DA Davidson cut Western Alliance Bancorporation’s price target to $90 from $93 but kept a Buy rating, still above the $76.53 share price and implying further upside. The bank was described as attractively valued at 8.95x P/E and 0.53x PEG, with 13% ROE, $8.59 EPS over the last 12 months, and updated medium-term profitability and 2026 net charge-off guidance of 25-35 bps. Offsetting positives, Western Alliance disclosed a $99 million non-performing loan tied to a life-science property and noted a chief banking officer resignation.

Analysis

The market is treating WAL like a plain-vanilla regional re-rating, but the more important signal is that management is trying to de-risk the earnings multiple by narrowing the gap between deposit franchise quality and CRE headline risk. If they can keep net charge-offs near the low end of guidance while non-performing assets roll over into 2H26, the stock should migrate from “credit story” to “consistency story,” which is typically worth a higher multiple in banks trading sub-9x earnings.
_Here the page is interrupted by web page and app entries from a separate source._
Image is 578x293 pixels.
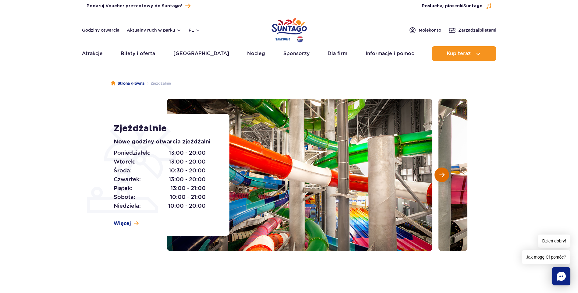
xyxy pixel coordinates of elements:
[169,149,206,157] span: 13:00 - 20:00
[328,46,347,61] a: Dla firm
[114,149,151,157] span: Poniedziałek:
[114,123,216,134] h1: Zjeżdżalnie
[434,168,449,182] button: Następny slajd
[552,267,570,285] div: Chat
[366,46,414,61] a: Informacje i pomoc
[283,46,310,61] a: Sponsorzy
[169,166,206,175] span: 10:30 - 20:00
[463,4,483,8] span: Suntago
[114,220,139,227] a: Więcej
[82,46,103,61] a: Atrakcje
[82,27,119,33] a: Godziny otwarcia
[271,15,307,43] a: Park of Poland
[87,2,190,10] a: Podaruj Voucher prezentowy do Suntago!
[409,27,441,34] a: Mojekonto
[168,202,206,210] span: 10:00 - 20:00
[144,80,171,87] li: Zjeżdżalnie
[422,3,492,9] button: Posłuchaj piosenkiSuntago
[114,158,136,166] span: Wtorek:
[114,220,131,227] span: Więcej
[114,202,141,210] span: Niedziela:
[114,175,141,184] span: Czwartek:
[121,46,155,61] a: Bilety i oferta
[432,46,496,61] button: Kup teraz
[522,250,570,264] span: Jak mogę Ci pomóc?
[114,193,135,201] span: Sobota:
[169,175,206,184] span: 13:00 - 20:00
[448,27,496,34] a: Zarządzajbiletami
[169,158,206,166] span: 13:00 - 20:00
[189,27,200,33] button: pl
[171,184,206,193] span: 13:00 - 21:00
[111,80,144,87] a: Strona główna
[114,166,132,175] span: Środa:
[247,46,265,61] a: Nocleg
[87,3,182,9] span: Podaruj Voucher prezentowy do Suntago!
[114,138,216,146] p: Nowe godziny otwarcia zjeżdżalni
[538,235,570,248] span: Dzień dobry!
[127,28,181,33] button: Aktualny ruch w parku
[173,46,229,61] a: [GEOGRAPHIC_DATA]
[114,184,132,193] span: Piątek:
[458,27,496,33] span: Zarządzaj biletami
[447,51,471,56] span: Kup teraz
[422,3,483,9] span: Posłuchaj piosenki
[170,193,206,201] span: 10:00 - 21:00
[419,27,441,33] span: Moje konto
The second-order effect is on relative performance within regional banks: WAL’s specialized vertical lending model gives it more operating leverage than generic lenders, but also more vulnerability to any single loan-type surprise. That makes peer dispersion likely to widen over the next 1-2 quarters; banks with cleaner CRE exposure and less idiosyncratic construction/life-science risk should outperform on a risk-adjusted basis if the market starts penalizing any institution with a large “one-off” problem asset. A key contrarian point: the analyst optimism may be underestimating the duration of the credit clean-up. A large non-accrual or workout can look manageable in isolation, yet it often suppresses buybacks and multiple expansion for several quarters because investors wait for realized recoveries, not management commentary. If the valuation analysis on the troubled asset drags on or results in a meaningful write-down, the market could reprice WAL as a value trap rather than a growth compounder. Near term, the stock is likely driven more by narrative than fundamentals: investor day execution, management continuity, and any incremental disclosure on CRE marks or deposit costs. The upside case is a compression of credit-risk premium over the next 3-6 months; the downside is that one additional asset-quality surprise would rapidly invalidate the “best-in-class regional” framing and send the multiple back toward discounted peers.